Finally managed to track down the one remaining '48 we know of in Oklahoma, Texas and Arizona not previously contacted by this scribe: Phil Kelly in Odessa out in the western part of Texas. Phil, then a young man from Boston, originally arrived in Hanover in 1943 as a Marine in the V-12 program. After active service with the Corps he returned to the campus as a civilian before receiving his degree as a math major in June '48. Since then Phil has lived an active life in such widely spaced points as Missouri as a teacher, Korea as a Marine once again, Boston University where he earned a master's in math, Hawaii as a teacher (in Punahou School) and in his own data processing firm, and for the last eight years in Odessa where he continues in the data processing field. Phil and June were last back in Hanover for a visit 20 years ago, and they have a son at Texas University in Austin. Phil roomed in Topliff, on E. Wheelock across from Davis Field House and the tennis courts, for quite a while, and he was a Phi Gam. One of his good buddies was Gene De Felice '47, a fellow teacher who Phil says now owns and operates a fine restaurant in Norwood, Mass., that merits the attention of any '48 in the vicinity who wants a first-class meal with Dartmouth flavor. Phil, located on Buffalo Ave. in Odessa, would like to hear from any of his old friends, '48 and otherwise, who remember those undergrad days in Hanover with the same pleasure as he.

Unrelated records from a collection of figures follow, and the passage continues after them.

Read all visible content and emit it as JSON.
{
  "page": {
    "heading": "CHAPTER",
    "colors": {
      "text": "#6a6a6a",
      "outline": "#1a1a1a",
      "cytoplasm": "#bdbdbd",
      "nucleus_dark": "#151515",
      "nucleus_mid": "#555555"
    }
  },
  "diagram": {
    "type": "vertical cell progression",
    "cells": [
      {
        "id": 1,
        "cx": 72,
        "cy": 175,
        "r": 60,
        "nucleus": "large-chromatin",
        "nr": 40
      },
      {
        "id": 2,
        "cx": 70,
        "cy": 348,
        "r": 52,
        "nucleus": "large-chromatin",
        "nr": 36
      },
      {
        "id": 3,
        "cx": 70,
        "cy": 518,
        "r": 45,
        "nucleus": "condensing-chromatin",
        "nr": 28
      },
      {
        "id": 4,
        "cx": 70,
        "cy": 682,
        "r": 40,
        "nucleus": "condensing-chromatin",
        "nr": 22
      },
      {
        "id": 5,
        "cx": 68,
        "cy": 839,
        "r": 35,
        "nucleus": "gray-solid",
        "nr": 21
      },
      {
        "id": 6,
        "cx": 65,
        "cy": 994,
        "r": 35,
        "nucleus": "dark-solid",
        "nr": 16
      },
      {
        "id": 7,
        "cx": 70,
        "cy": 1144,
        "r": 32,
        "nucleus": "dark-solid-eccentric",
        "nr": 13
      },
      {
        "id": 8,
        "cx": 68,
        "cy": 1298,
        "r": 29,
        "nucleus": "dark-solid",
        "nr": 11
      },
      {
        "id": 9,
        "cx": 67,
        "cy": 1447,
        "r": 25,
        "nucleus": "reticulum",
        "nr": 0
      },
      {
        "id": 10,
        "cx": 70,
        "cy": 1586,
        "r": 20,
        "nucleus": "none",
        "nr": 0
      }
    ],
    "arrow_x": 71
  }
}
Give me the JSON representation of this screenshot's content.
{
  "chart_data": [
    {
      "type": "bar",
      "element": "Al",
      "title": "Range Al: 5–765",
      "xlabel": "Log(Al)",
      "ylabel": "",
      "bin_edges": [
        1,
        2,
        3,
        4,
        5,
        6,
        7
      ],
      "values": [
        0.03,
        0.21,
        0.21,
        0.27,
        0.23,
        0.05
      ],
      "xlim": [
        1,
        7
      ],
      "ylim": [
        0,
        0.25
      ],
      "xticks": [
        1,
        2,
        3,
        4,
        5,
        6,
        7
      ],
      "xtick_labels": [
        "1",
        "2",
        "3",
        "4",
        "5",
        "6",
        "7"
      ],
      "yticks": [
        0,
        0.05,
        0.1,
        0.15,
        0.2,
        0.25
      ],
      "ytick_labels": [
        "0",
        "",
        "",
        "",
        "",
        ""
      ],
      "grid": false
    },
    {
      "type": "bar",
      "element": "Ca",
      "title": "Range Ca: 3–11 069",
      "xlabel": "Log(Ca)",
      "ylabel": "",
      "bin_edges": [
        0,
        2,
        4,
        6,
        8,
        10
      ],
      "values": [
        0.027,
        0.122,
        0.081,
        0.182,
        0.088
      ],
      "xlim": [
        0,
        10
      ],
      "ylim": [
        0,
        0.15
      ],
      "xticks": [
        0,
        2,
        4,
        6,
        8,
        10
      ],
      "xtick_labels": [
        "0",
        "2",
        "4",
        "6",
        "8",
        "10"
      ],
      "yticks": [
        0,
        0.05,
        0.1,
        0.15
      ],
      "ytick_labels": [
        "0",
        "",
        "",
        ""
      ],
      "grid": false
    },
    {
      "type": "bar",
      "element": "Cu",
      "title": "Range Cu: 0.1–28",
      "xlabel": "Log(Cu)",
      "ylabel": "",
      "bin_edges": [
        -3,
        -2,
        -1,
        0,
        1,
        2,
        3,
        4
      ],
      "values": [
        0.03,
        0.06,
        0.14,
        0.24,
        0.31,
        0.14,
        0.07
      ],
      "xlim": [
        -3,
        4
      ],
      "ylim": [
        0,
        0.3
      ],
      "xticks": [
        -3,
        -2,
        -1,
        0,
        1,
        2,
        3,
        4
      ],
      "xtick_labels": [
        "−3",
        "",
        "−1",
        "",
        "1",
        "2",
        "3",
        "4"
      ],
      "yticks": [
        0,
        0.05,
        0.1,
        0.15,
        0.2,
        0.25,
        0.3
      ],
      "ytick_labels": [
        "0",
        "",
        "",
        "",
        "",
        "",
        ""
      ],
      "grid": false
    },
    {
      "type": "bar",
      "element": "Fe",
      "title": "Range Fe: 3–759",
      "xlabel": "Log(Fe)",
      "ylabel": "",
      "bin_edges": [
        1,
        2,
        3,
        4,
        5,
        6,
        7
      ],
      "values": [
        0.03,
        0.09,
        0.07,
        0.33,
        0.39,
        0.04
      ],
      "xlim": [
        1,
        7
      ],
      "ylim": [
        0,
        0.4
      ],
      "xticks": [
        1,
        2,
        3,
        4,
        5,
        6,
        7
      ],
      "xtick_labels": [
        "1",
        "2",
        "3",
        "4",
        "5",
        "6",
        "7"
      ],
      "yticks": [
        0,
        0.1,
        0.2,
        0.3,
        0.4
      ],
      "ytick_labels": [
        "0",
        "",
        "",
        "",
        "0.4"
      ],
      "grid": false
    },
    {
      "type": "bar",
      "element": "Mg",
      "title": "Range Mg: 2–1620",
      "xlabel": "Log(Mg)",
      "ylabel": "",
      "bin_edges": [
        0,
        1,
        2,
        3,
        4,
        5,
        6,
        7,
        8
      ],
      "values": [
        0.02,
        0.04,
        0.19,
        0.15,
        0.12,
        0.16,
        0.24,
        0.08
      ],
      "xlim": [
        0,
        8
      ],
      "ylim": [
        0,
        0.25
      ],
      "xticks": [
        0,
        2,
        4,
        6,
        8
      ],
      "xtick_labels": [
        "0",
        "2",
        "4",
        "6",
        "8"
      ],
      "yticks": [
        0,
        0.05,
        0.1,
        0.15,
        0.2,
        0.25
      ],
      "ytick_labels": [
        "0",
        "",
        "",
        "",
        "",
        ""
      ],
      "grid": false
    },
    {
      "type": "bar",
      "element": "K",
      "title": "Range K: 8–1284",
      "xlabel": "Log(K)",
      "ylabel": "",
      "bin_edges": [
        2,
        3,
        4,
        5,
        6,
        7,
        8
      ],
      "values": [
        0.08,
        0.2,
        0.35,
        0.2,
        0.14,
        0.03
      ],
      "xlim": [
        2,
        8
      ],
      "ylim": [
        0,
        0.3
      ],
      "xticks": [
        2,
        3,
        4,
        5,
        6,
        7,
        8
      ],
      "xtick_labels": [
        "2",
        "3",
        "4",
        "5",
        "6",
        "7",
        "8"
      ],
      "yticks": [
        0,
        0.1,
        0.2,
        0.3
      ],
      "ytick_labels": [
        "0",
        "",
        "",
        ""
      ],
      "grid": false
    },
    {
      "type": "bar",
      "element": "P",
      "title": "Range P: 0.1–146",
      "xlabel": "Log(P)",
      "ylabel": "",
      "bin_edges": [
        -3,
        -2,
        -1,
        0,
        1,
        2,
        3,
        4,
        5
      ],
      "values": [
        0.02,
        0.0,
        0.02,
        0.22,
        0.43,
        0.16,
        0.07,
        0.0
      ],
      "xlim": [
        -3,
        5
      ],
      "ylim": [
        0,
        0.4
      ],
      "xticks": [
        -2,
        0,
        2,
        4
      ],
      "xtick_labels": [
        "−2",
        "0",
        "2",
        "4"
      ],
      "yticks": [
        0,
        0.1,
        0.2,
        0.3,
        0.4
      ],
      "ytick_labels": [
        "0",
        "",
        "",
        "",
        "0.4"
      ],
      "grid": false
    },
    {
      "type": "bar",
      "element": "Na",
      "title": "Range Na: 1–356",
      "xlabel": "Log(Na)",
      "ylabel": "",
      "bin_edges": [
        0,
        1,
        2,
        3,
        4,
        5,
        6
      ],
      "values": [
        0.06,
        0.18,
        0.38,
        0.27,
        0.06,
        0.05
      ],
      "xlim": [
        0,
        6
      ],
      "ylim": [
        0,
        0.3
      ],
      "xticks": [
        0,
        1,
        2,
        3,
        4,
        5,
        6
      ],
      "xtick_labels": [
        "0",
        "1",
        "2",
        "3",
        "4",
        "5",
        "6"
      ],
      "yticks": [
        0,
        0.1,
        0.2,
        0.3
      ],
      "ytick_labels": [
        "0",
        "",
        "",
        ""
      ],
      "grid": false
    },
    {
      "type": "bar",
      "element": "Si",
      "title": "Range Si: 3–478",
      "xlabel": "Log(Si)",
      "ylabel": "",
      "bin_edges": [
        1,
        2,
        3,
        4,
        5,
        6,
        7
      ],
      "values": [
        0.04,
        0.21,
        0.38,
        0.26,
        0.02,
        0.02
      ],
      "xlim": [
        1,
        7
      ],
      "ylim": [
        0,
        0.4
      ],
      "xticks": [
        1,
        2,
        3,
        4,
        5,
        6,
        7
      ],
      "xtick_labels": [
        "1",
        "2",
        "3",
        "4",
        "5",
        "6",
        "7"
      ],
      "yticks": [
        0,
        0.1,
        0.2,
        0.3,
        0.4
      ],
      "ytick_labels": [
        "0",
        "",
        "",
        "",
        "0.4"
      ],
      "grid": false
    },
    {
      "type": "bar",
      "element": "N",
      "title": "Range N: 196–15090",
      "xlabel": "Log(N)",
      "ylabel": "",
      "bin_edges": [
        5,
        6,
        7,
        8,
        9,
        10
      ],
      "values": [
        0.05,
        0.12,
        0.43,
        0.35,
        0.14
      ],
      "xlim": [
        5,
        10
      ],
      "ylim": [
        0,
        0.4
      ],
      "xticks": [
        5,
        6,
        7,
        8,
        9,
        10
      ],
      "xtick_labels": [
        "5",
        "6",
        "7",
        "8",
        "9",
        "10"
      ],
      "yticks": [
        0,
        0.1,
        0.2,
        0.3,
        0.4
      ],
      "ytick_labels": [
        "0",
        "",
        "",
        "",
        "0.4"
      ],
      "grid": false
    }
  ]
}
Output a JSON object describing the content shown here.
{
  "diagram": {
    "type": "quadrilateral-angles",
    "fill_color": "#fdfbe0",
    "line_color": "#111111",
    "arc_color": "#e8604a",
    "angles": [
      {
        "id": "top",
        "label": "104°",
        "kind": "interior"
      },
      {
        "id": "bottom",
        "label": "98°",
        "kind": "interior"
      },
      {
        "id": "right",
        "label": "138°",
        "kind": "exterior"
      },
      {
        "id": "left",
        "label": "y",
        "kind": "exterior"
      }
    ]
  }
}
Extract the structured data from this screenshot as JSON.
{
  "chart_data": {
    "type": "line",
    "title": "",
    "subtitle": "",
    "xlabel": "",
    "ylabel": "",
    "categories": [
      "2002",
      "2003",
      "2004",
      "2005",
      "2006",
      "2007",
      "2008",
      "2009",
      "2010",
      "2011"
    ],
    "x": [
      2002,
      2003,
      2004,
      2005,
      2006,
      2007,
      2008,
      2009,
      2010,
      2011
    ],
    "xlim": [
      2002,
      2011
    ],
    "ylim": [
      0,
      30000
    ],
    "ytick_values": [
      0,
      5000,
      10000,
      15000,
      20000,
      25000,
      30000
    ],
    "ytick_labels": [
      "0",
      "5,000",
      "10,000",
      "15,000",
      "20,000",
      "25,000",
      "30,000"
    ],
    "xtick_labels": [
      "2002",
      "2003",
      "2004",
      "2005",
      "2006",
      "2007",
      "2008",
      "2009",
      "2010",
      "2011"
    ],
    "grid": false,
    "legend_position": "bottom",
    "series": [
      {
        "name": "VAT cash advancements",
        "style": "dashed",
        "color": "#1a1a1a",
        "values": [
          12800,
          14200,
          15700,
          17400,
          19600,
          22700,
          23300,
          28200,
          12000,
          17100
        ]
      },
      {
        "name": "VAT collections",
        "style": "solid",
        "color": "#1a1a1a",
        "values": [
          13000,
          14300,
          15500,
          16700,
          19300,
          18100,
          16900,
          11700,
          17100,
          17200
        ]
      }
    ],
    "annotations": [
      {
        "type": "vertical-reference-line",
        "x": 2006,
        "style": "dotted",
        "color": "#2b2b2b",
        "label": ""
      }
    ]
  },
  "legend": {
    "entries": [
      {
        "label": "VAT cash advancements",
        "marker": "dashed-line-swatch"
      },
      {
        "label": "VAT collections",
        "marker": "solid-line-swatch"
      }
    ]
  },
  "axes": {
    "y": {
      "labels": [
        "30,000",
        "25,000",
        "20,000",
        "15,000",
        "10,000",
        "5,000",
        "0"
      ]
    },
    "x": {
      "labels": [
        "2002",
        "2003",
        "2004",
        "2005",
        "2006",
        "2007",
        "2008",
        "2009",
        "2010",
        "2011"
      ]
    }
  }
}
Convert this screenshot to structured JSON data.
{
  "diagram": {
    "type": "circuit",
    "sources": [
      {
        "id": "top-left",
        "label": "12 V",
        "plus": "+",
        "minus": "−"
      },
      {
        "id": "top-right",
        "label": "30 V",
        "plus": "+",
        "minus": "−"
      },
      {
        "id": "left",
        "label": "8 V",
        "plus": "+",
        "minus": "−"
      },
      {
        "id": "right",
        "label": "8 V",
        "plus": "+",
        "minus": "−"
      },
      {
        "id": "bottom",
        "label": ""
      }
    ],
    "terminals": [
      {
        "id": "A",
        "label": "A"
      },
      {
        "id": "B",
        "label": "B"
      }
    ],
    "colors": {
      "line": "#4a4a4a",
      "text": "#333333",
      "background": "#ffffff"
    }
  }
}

His friends will be saddened for Dr. DickBredenberg and wife Huldah, for the recent loss in Japan of one of their sons, Leif, from a cerebral hemorrhage. Dick, a professor of Education at Eckerd (formerly Presbyterian) College in St. Petersburg, has spent considerable time as an exchange teacher at the University of Nagoya. The tragedy occurred over the Christmas holidays when the parents with three of their children were on a skiing holiday. That the Bredenbergs have accomplished much during their years in Nagoya was shown by the fact that over 1,000 of their friends and Leif's students attended the memorial service for the young man. Dick will be teaching in London from September through December this year, and would enjoy seeing any '48s in the vicinity.
A note from John Van Raalte advising that Dick Leggat's wife Patsy ran her class's 25th reunion at Smith this past year, means that the '48 reunion chairman in 1978 will have some pretty experienced help to draw upon in putting together our 30th. Even with such fantastic back-up as Patsy, however, our old R.D.L. is going to have his work cut out. Your friends and classmates, though not relishing your responsibility, Dick, are looking forward to the show in the knowledge you can also expect plenty of help from your committee. Good luck.
By the time you read this, another Dartmouth Commencement will have come and gone, in the beautiful Bema if the rains don't interfere, in the soft Hanover springtime. Doesn't seem like 29 years since the first large grouping of our Class received their diplomas from the hand of John Sloan Dickey in that ceremony in June of 1948. Hope they've been good years for all of us. And if nostalgia tugs just a bit at the old heart, would recognition of same through some kind of gesture in Bob Munson's direction be out of place? Hope I'll have more to write about in the next issue of these notes. Have a good spring.